Friday, February 08, 2008

THE SUBSTANCE OF THINGS HOPED FOR by John B. Breslin, S.J.

The Book: THE SUBSTANCE OF THINGS HOPED FOR: Short Fiction by Modern Catholic Authors, selected and with an introduction by John B. Breslin, S.J. Doubleday, 1987 (first edition). Fine book in good dust jacket; dust jacket is rubbed and chipped at corners and spine.
First read: 1989
Owned since: 1989

Father Breslin taught at Georgetown when I was there; I knew him slightly, but never took a class with him. I admired his beard, which was reddish and well-kept. It's strange to think that he was probably younger then than I am now.

Anyway, I picked up this book used somewhere, and was delighted to find it. Like any good anthology, it introduced me to authors I'd never quite gotten around to -- Muriel Spark, Andre Dubus, John McGahern -- and authors I'd never heard of, like Breece D'J Pancake and Shusaku Endo.

Breslin avoids the obvious choices, or the obvious stories by the essential authors -- F. Scott Fitzgerald is not here, and the Flannery O'Connor story is "The Enduring Chill," rather than "Everything that Rises Must Converge," or "Revelation."

In his introduction, Breslin discusses his choices. He wanted stories that explored "that tension between celebrating the 'open-ended mystery of matter' and confronting the limitations of human weakness and sinfulness," and sums up the whole of my experience with the Jesuits with this line: "I once had a Jesuit classics professor who claimed that unless you felt tempted toward pantheism at some point, you would never really understand Catholicism."

The title of this collection is a quotation from Paul's letter to the Hebrews: "Faith is the substance of things hoped for, the evidence of things not seen." As long as we have faith, we have hope; despair is the loss not only of hope but of faith, and thus the one unforgivable sin.
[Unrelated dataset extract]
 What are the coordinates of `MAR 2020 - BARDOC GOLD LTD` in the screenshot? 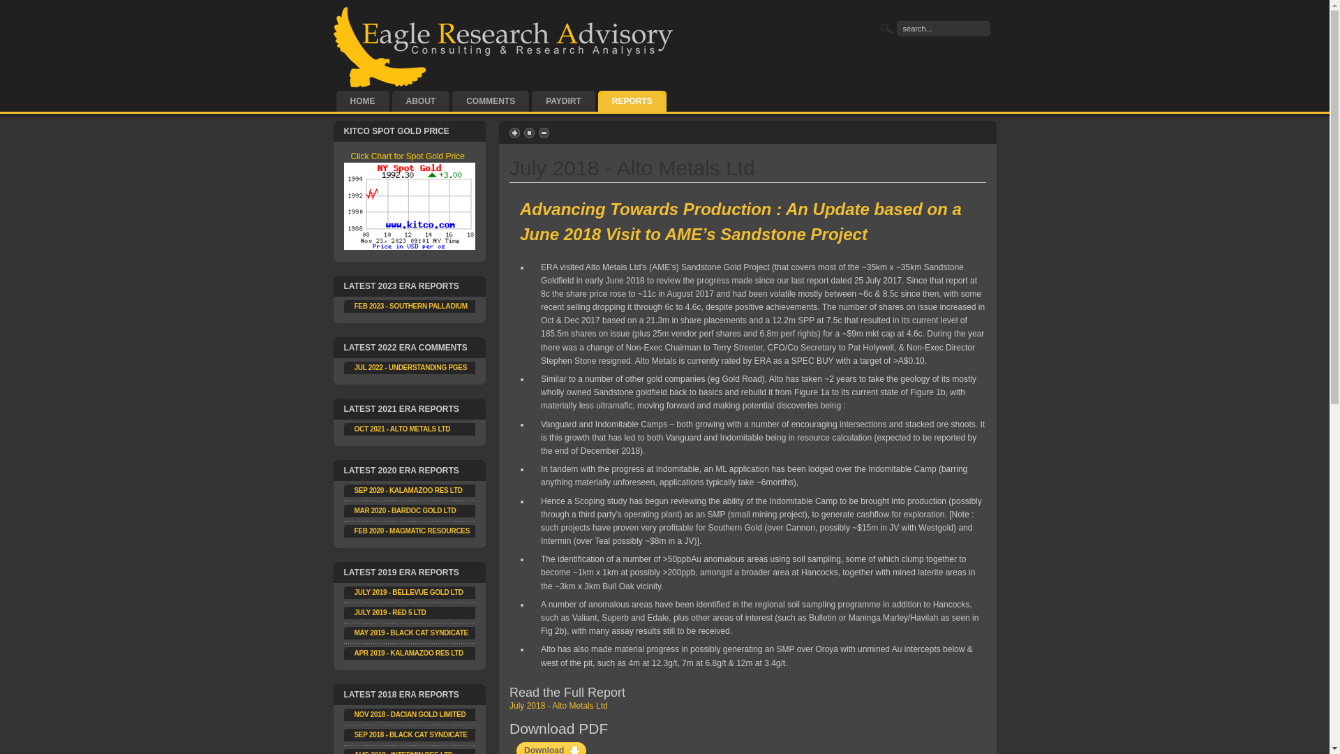 It's located at (405, 511).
Not coincidentally, I'm going up to Bangor tomorrow afternoon to see Barack Obama, and might not have time to post in the morning. We are the ones we've been waiting for.

What I Read This Week

William Horwood and Helen Rappaport, Dark Hearts of Chicago. A historical mystery set at the World Exposition of 1893; reporter Emily Strauss searches for the truth behind the disappearance of young Anna Zemeckis. The historical detail is impressive, but bogs down the story.

William Landay, The Strangler. Three Boston brothers -- a cop, a prosecutor, and a professional thief -- come to grips with the damage done to their lives by the Boston Strangler and the Boston mob. A compelling family drama, with moments of true horror.

4 comments:

Claire said...

Fitzgerald would be too obvious a choice, but one of his strongest short-short stories, "Absolution", is a pretty brilliant portrayal of a very young boy's relationship with the Catholic Church.

Ed Lamb said...

Are you caucassing for Obama come Sunday? Demographics dictate that vote for Clinton. That and voter fraud, like what went down in New Hampshire.

-- Ed

Ellen Clair Lamb said...

Of COURSE I am caucusing for Obama tomorrow.

And Claire, I almost mentioned "Absolution" specifically as an obvious choice that's not in this book -- but Breslin says in his introduction that he wanted a selection of post-Vatican II stories, so the selections from Graham Greene and Flannery O'Connor are later ones.

Steven R. McEvoy said...

That Elusive Story
is a piece I wrote about this book, that haunted me for more than a decade. I am currently working on a series about the specific story The Warm Sand by J.F. Powers. This truly is a great collection.